Barely fifteen and Mother barred the door for good. It’s called tough love.  The boyfriend that the girl called “The Face”, due to the deep welts, the boils, crisscrossing his sunken cheeks, said he wouldn’t stay if the girl returned. Mother weights her romantic-heart over the sullen blubbity-beat of her mother-heart. I brought this on myself. The girl thinks, nobody wants me. In a few weeks she will try to commit suicide via thin ice. She will stomp and push and punch the pock-marked fissures in the early April ice over Lake Bemidji like it’s the face of Mother’s lover. She will fail at this too. 

By seventeen she’s been on her own for a year. That night, a summer night, with all its heat and possibility, forces her to the lakeshore. The lakeshore is girded by the narrow, tree-hidden, winding trestles of trail. Trails that have been there for millennia. Before trains, before lumberjacks, before Andersons and Gundersons and Sorensons landed there. Off their boats from Sweden and Norway and Finland via the east coast, pressing north till some fell off the wagon at the headwaters of the Mississippi. She felt safe on these trails—these Indian trails.  Among the creeping baby’s breath and purple thistle blooms. Waiting like a pitcher plant waits for the mosquito or the horsefly; she waited for life to surface. To come within grasp.

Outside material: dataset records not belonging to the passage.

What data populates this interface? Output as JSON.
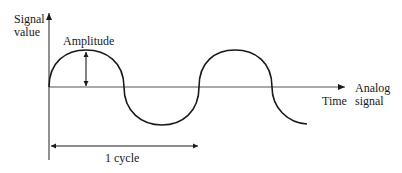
{
  "diagram": {
    "y_axis_label_line1": "Signal",
    "y_axis_label_line2": "value",
    "x_axis_label": "Time",
    "signal_label_line1": "Analog",
    "signal_label_line2": "signal",
    "amplitude_label": "Amplitude",
    "cycle_label": "1 cycle",
    "colors": {
      "stroke": "#1a1a1a",
      "axis": "#555555",
      "background": "#ffffff"
    }
  }
}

That’s when she saw Mother’s van parked nearby at Creepy Guy’s house. She carefully walked across the broken porch and knocked on the door. Mother answered. Pulled her inside. Blankets over windows sealed out the imagined eyes of the paranoid. Beautiful. Mom was beautiful. In the way a deranged horse can look beautiful: gaunt and reckless and bucking her legs and racing the tired tread of the carpet like a racetrack.

Oh, my darling girl. How I miss you. You are just like me. You know? You know? She speaks out the side of her mouth like it hurts to smile, like it was demanding work having such a good time. Then she tap-tap-taps the razorblade on the coffee table, builds rows of white powder.                 

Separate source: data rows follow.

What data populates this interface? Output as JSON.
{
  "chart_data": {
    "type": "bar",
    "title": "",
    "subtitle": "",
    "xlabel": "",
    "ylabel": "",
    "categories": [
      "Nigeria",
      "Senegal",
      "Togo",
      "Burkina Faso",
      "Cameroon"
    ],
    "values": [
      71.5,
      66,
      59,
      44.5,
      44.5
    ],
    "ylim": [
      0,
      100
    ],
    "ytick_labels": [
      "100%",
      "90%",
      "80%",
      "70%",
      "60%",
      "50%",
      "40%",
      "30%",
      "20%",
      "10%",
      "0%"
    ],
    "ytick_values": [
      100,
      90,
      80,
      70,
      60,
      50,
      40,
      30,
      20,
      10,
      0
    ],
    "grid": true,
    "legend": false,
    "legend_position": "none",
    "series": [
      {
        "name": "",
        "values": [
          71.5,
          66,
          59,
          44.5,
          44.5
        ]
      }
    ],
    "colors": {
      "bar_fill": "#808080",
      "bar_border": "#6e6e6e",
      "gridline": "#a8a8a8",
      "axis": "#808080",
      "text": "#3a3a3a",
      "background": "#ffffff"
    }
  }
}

Here, Mother handed her the rolled-up dollar bill. Go ahead. You’ll fucking love it.

She followed direction, inhaling the first procession of poison into the left nostril, second bump—right nostril. The dripping powder in the back of her throat tasted like melted cough drops or battery acid. Violent percolations erupt within her stomach—half butterflies, half brick and mortar. Suddenly conversing with Creepy Guy didn’t seem so bad. He even seemed interesting. The TV and radio battling each other in the background din, started to sound seemly. An aria meets performance art. A marching band at the circus—disparate noise working together toward crescendo. She began to lose footing. Had it been a few moments, few hours? Mother dissolves into the couch, picking at her nails with resolve. From Creepy Guy’s bedroom Mother was called. Mother was wrong. The girl does not love this. It was time to leave.

Back in the gentle blue-cold of the summer night she moved away quickly. The physical sphere of hysteria left behind as she took great big steps toward the water. Slowed breathing comes, and she watched the reflections of busy stars in moonlit lake water. Searching the faces of red pine, of jack pine, of skinny, prison-bar shaped birch for signs of life. For signs of distraction. She looked across the lake. If there was a person on the southern shore she would’ve yelled, waved her hands. She wanted to yell like Mother never could. Imagining she should be there, could be there to pull Mother out from under the wheel, from under her penchant for danger, waiting as it did to crush her. If she really believed any of this would work, she’d break the water. She’d send up smoke signals. She’d lay hours in tears at Mother’s feet and ask her to return home.

 
Oyster.png
Jessica Santala.jpg

Jessica Santala is an adjunct faculty member at Bemidji State University where she teaches writing classes. She has her MFA in creative writing from Minnesota State University, Mankato and is currently working on a collection of essays about family, homelessness, and drug culture in her youth.